Today was a day full of music! We arrived early for breakfast to load the buses with our instruments for all the day’s activities, which included a master class with top musician Orlando “Maraca” Valle, a renowned flutist based in Cuba who has recorded and traveled all over the world. Maraca is a friend of Nobles jazz band director Paul Lieberman, also a flutist, who is co-leading this joint tour of Cuba and has played on Maraca’s albums. 


We headed to the Museo Nacional de Bellas Artes, the National Museum of Fine Arts, which has a concert hall where we performed our first concert, later in the evening. Maraca began by lecturing on the history of the flute and Afro-Cuban percussion. “It is essential to know the rhythms first before improvising,” he told the group, and he invited percussionists one by one to demonstrate the different rhythmic elements of the Afro-Cuban style of music our groups are studying. By clapping, students imitated the traditional clave, timbales, conga, güiro, and cowbell.


After setting up the rhythm section, piano and bass were added, then wind instruments. Maraca worked one-on-one with each student who came up and challenged the wind instruments to try different modes of improvisation. Throughout the class, Maraca tried to impart larger ideals of how to approach the music and encouraged students to be present and feel the music. “We have to understand that this music that comes from an oral tradition has a lot of spirituality,” he said. “You can’t find it in a book—you have to find it in your heart.” He also talked about the importance of small rhythmic patterns in Cuban music, which Rivers jazz director Philippe Crettien emphasized for the students. 
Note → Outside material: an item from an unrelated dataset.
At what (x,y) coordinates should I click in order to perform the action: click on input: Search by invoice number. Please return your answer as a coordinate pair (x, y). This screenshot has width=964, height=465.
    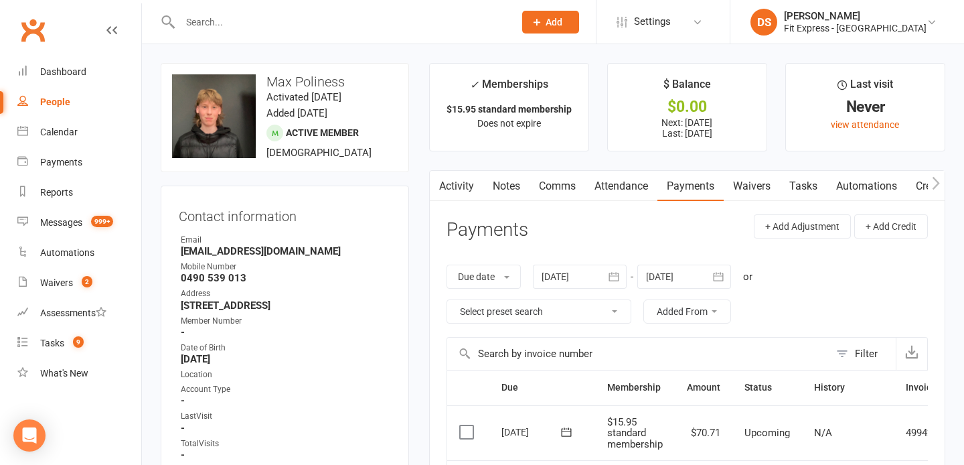
    Looking at the image, I should click on (638, 353).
From there, we headed to the Conservatorio Amadeo Roldan, where we had an exchange with local high-school age music students, with whom we will play a concert on Friday. The Cuban students had prepared a few pieces to play for us—a trombone and saxophone quartet, and there was a brief period where we could ask questions. The conservatory represents the middle level of an intense three-level system of training musicians. After graduating from the conservatory, students are qualified to work as music teachers in schools and are considered working musicians. Many American students were surprised to hear they typically practice three or four hours a day!


We stopped for another great Cuban lunch at a restaurant before heading back to the



museum for our first concert, which was a great success. We wrapped up the evening with some much-deserved pizza. We have an early start tomorrow, as we will spend the day in Matanzas and tour San Severino Castle.